One in four senior patients leave the hospital with superbugs, a new study found.

The researchers headed by a team at the University of Michigan recruited 357 older hospital patients who had continued to receive medical care at a post-acute facility (PAC) in southeast Michigan to assess whether or not they had any superbugs on their hands. The patients were initially admitted to the hospital for a medical or surgical issue.

The researchers found that right after a hospital stay, 24.1 percent of geriatric patients had at least one superbug, also known as a multidrug-resistant organism, on their hands. Superbugs can lead to potentially dangerous health situations since they cannot be treated with some of the most commonly used antibiotics.

Two weeks after the patients checked into a PAC facility, the researchers found that the superbugs had persisted. On top of that, even more seniors, at 34.2 percent, had evidence of at least one superbug on their hands, which suggested that the patients were being exposed to superbugs in the PAC facility. The researchers stressed the importance of educating seniors about good hand hygiene.

"We've been educating healthcare workers for decades about hand hygiene, and these numbers show it's time to include patients in their own hand hygiene performance and education," said Lona Mody, the study's lead author and an associate chief for clinical and translational research at the U-M Geriatrics Center. "Patient hand washing is not a routine practice in hospitals. We need to build on the overarching principles we've already developed with adult learning theories and bring them to patients."

One strategy that has the potential to be very effective at getting patients to practice hand hygiene involves showing them how these superbugs grow and stay on their hands via lab samples. Mody stated that patients are always surprised to see the amount of superbugs that can thrive on their hands.

The research team also created a toolkit titled TIP Study toolkit that uses a combination of educational posters, trivia and an on-site infection prevention specialists to prevent the spread of superbugs.

This study's findings were published just a few days after the Centers for Disease Control and Prevention (CDC) published a report that stressed the importance of preventing the spread of superbugs.

"New data show that far too many patients are getting infected with dangerous, drug-resistant bacteria in healthcare settings," CDC Director Tom Frieden said. "Doctors and healthcare facilities have the power to protect patients - no one should get sick while trying to get well."

The study was published in the journal JAMA Internal Medicine.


▶ **Your instructions**: The word to look for is "icon". Report every line of the entries below that has it.
──────── Available data ────────
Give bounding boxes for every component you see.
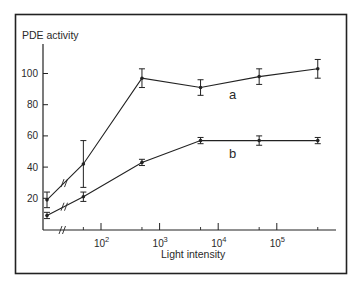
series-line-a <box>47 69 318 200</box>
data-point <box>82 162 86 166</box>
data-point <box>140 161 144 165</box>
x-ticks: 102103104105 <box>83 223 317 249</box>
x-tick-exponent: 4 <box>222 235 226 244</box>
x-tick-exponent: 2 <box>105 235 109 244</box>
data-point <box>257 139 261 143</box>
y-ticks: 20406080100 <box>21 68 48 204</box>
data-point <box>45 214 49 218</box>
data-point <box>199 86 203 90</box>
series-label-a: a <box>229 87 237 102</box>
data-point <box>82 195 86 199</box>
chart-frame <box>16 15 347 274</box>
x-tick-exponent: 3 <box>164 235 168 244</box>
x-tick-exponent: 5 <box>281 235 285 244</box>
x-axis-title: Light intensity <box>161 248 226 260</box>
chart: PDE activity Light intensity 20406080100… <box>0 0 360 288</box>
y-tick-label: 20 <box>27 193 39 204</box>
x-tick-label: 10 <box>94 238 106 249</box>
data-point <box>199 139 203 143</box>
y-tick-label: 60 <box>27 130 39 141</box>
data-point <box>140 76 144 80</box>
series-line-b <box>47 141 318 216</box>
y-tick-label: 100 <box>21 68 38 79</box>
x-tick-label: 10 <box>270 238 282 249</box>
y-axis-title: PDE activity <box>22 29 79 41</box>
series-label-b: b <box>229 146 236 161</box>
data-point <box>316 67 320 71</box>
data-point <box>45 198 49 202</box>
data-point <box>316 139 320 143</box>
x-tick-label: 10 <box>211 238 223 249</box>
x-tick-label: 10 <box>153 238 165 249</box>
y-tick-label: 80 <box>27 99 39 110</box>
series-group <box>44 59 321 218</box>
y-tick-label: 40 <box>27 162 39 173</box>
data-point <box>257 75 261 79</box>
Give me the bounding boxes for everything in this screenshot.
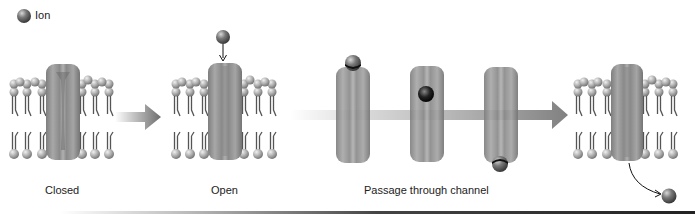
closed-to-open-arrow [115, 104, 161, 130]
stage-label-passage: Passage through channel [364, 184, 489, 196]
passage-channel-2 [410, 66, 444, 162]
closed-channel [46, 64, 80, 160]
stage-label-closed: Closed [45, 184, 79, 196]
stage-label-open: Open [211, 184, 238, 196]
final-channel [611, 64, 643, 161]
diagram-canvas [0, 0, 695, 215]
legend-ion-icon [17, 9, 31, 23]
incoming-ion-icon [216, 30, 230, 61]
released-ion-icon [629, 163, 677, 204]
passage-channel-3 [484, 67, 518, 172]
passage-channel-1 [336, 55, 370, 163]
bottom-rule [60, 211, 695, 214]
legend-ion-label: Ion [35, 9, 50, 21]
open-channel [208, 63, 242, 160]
────────
▶ **Written solution**:
legend-ion-icon [17, 9, 31, 23]
incoming-ion-icon [216, 30, 230, 61]
released-ion-icon [629, 163, 677, 204]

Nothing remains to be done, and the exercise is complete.